Necessary Evil
It's a balancing
         between….
                         work
                         home
                         and school.
How to be present
                  to them all?
Traveling to school
Sitting in class
Traveling home
All taking away
      from the tucking in
                     telling stories
                     hugs and kisses
If only…
I could study at home.

        For adult students, going to school is a challenge measured in moments juggled.  These students choose to go to school, to make their lives better, to prepare themselves for all the changes.  For them, the sacrifice of time becomes the challenge.  Computer conferencing offers a classroom removed from a specific meeting time and a classroom meeting place.  Its appeal is a class anywhere anytime.

        Necessary comes from the Latin word, necessaruis, which means unavoidable or inevitable (Webster's, 1979, p. 1200).   Would students take the courses if they did not feel that they were unavoidable in their set of circumstances?  Are there other imaginative ways that classes can be arranged that leave them thinking they have choices?  Are computer classrooms the inevitable future?  If they are inevitable, is there a way to design them that they aren’t “evil?”  Evil comes from the Anglo-Saxon word, yfel, having bad moral qualities, sinful, bad.  It also means causing pain or trouble; harmful; injurious (Webster's, 1979, p. 634).  Clearly, the students I interviewed in a previous study did not prefer computer conferencing.  Their personal circumstances dictated its use.   For a middle-aged single mother:

I think of computer conferencing as a necessary evil…as something you’ve got to do.  It’s not something fun.  It's not something interactive.  It's just a tool. It is an impersonal tool.  I use it and that’s it…. It's funny that now we are so computer literate we are dying to meet the person.  I just want to meet the person.  I feel like I need that. (Mary, 1997)
        It is the impersonal nature of the computer conference that makes it a necessary evil.  While the benefits of flexibility in terms of time and place are appreciated by students, they miss the interaction—the connection with the instructor and other students.  Is it possible to make this environment personal?  Is the quality of “impersonal” because of the computer?  Is it the nature of the relationship between human and machine?  Can a computer classroom feel personal?
We did the introduction [of ourselves] at the very beginning, but basically that was for him because I didn’t read anybody else’s.  I guess I am a people person, but I had five classes that I went to.  This was just a class I liked because I set my own time, my schedule.  I didn’t get to know any of the other students.  I mean, I went to the discussion room [on the computer] every Tuesday and Thursday just because.  Even if I didn’t have a question, I wanted to make sure he [the instructor] wasn’t going to tell us to do something, but very few people took advantage of that. (Ann, 1997)
        How do students get to know one another?  Does it require face-to-face interaction?  Can a matrix be created on the computer that enables the formation of relationships?  Is it tied to a matrix that is socially created?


● TASK DESCRIPTION
Gather from the material every line that contains the string "vegetable".

EXERCISE DATA START

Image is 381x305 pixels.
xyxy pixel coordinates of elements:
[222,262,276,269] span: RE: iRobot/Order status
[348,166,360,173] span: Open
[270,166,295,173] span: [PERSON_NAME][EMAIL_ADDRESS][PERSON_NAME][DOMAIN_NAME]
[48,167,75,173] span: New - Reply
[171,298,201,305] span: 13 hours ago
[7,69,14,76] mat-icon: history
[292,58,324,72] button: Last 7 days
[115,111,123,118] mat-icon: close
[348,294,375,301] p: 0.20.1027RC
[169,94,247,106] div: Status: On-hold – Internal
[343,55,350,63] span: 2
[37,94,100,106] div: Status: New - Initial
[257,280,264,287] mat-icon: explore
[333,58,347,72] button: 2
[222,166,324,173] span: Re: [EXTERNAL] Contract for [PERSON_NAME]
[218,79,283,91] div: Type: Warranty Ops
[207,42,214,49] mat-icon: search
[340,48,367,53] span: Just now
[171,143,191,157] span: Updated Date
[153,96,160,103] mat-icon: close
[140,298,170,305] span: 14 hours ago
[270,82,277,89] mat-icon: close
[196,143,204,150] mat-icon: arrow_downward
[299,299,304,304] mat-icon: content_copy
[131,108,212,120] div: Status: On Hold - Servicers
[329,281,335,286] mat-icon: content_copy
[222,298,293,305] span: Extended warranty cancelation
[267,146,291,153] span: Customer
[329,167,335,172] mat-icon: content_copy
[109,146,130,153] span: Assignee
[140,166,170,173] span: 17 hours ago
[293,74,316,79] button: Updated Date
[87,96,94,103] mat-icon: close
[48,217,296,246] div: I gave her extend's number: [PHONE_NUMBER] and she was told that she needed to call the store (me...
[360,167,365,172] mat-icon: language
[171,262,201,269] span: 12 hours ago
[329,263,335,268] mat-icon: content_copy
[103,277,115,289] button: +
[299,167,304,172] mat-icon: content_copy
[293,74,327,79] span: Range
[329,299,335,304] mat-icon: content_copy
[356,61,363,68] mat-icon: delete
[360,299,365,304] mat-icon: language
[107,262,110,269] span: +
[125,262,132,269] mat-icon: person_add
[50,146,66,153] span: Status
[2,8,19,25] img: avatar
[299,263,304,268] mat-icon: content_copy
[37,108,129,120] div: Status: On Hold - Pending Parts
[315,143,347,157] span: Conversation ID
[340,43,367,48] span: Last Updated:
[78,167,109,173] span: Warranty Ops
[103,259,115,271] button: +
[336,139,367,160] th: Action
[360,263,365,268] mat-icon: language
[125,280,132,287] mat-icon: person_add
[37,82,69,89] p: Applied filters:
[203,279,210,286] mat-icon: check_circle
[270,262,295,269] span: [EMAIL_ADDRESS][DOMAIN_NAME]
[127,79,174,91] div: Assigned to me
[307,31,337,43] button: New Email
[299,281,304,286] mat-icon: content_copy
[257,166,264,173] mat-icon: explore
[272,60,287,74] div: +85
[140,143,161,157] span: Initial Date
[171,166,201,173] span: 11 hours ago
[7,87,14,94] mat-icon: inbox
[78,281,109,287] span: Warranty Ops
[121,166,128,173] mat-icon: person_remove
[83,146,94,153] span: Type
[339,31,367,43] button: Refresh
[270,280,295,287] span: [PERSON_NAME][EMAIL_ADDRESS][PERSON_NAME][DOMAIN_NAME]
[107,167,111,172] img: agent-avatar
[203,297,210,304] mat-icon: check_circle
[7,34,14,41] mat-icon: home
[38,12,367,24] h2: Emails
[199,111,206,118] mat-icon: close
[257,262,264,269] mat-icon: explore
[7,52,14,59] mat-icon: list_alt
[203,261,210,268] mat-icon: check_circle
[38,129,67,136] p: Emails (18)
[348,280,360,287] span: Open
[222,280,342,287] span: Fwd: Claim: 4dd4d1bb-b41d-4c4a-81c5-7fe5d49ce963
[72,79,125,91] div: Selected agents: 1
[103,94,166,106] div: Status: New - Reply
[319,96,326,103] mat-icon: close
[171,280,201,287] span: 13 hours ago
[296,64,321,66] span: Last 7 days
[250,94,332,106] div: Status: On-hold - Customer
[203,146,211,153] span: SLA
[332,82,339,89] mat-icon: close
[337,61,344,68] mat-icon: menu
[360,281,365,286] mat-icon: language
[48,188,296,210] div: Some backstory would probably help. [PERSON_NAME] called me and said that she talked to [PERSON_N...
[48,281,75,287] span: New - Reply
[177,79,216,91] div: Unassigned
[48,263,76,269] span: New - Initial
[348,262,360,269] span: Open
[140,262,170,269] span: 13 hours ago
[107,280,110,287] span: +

EXERCISE DATA END
EXERCISE DATA START

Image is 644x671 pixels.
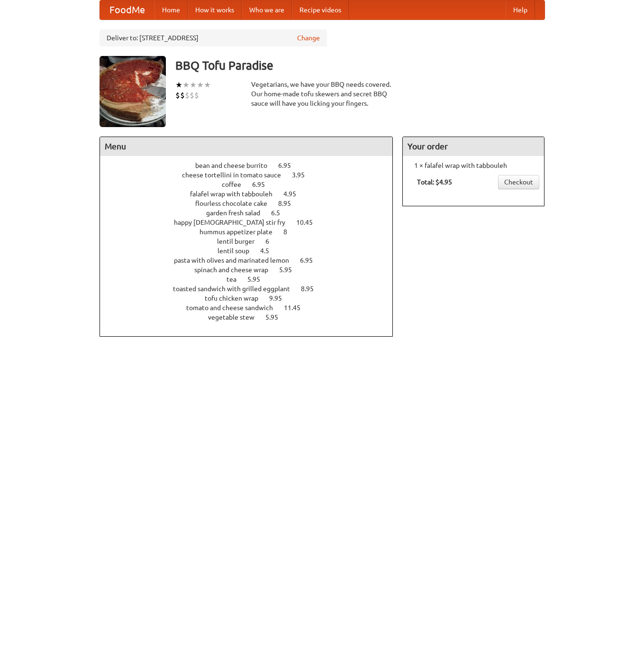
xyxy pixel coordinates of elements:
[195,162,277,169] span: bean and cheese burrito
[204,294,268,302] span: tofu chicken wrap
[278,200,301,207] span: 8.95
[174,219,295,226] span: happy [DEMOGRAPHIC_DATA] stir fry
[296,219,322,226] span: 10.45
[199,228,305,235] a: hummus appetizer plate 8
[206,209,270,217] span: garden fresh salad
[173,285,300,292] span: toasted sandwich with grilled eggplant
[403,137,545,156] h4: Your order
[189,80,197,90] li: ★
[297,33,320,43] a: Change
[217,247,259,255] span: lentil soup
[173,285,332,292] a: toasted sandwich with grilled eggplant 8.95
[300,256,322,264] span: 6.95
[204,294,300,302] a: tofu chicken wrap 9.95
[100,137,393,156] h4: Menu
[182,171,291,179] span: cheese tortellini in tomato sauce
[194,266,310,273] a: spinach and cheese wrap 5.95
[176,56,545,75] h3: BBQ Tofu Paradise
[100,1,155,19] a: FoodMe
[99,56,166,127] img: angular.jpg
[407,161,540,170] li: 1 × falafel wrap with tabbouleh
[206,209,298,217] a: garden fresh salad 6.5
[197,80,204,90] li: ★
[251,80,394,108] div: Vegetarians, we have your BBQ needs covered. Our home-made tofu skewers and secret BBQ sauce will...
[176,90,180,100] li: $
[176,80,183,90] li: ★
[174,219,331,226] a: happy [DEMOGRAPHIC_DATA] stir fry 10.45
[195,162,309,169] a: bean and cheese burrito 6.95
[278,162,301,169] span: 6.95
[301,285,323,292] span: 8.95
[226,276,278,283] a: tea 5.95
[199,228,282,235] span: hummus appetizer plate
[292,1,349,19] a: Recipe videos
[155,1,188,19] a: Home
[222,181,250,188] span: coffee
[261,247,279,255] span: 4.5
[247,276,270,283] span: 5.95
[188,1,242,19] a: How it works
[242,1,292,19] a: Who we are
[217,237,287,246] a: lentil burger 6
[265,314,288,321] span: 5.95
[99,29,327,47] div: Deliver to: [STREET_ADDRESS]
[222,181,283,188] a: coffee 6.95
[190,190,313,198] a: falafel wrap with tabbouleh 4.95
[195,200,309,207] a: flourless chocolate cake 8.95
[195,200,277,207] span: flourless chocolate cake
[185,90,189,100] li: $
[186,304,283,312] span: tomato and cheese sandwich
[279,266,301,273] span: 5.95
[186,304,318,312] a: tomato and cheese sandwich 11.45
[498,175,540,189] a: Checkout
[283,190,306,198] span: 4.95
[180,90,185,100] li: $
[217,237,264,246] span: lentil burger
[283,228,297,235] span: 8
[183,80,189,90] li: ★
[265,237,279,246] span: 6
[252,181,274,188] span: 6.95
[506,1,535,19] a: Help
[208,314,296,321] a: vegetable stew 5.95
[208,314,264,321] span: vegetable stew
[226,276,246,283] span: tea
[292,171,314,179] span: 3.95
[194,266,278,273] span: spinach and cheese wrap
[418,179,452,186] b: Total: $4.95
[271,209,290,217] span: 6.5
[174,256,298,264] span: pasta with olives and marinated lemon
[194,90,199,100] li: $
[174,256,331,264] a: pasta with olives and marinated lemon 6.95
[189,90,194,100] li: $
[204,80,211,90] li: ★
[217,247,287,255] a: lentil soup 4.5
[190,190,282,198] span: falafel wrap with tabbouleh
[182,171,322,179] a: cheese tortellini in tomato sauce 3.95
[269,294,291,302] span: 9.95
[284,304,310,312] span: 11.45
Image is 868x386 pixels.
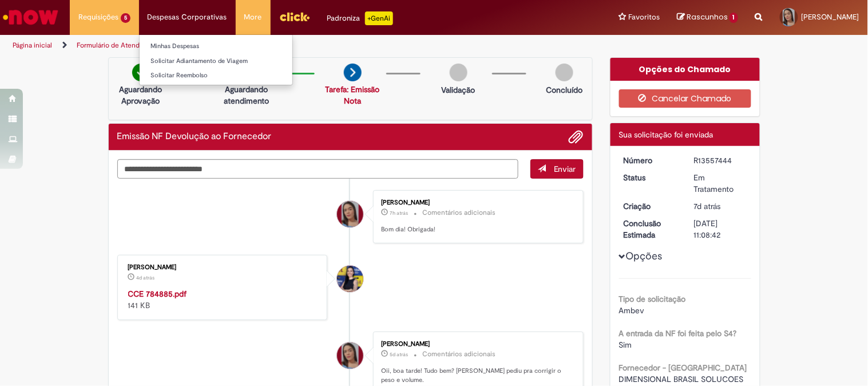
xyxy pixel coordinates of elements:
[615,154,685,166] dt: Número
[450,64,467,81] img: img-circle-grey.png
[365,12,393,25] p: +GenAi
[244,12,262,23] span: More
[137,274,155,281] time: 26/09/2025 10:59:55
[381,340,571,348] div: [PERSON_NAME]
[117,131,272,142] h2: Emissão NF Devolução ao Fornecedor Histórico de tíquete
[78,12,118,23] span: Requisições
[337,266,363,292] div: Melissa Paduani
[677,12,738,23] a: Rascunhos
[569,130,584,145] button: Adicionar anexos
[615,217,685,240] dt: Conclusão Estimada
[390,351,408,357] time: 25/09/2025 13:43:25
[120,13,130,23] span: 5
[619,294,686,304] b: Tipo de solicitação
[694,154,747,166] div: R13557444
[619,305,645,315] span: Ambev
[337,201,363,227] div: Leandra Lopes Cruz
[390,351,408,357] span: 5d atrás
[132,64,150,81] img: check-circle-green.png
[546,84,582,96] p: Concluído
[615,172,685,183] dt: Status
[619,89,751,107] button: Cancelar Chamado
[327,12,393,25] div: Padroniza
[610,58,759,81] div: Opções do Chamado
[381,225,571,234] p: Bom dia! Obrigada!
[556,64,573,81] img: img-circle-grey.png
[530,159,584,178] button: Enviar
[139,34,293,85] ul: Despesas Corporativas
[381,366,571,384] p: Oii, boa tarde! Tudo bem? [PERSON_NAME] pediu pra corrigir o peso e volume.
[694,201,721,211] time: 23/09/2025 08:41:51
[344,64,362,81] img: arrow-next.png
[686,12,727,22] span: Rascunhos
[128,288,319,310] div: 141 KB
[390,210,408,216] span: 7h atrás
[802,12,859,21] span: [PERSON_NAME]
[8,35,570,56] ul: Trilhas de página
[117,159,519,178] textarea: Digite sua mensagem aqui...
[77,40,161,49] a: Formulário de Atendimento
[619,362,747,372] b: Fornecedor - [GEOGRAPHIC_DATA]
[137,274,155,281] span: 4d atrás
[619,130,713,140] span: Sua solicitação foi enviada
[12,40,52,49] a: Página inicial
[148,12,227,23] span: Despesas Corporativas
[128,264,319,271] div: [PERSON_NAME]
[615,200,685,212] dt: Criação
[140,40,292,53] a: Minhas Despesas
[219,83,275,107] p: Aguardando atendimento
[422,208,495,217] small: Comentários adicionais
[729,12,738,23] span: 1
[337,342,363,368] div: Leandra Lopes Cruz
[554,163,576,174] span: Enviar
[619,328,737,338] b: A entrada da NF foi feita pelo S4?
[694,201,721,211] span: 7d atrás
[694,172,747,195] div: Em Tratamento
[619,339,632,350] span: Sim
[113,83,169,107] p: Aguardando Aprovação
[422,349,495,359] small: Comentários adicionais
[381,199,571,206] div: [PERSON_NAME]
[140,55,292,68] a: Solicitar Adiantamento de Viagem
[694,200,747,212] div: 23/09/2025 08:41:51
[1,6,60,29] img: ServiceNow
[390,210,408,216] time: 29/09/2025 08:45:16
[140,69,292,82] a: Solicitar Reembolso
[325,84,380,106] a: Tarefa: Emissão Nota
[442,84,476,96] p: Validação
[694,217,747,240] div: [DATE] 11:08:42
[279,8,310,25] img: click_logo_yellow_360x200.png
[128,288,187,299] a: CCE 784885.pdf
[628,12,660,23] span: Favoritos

EXERCISE DATA END

● ANSWER SECTION
[208,314,296,321] a: vegetable stew 5.95
[208,314,264,321] span: vegetable stew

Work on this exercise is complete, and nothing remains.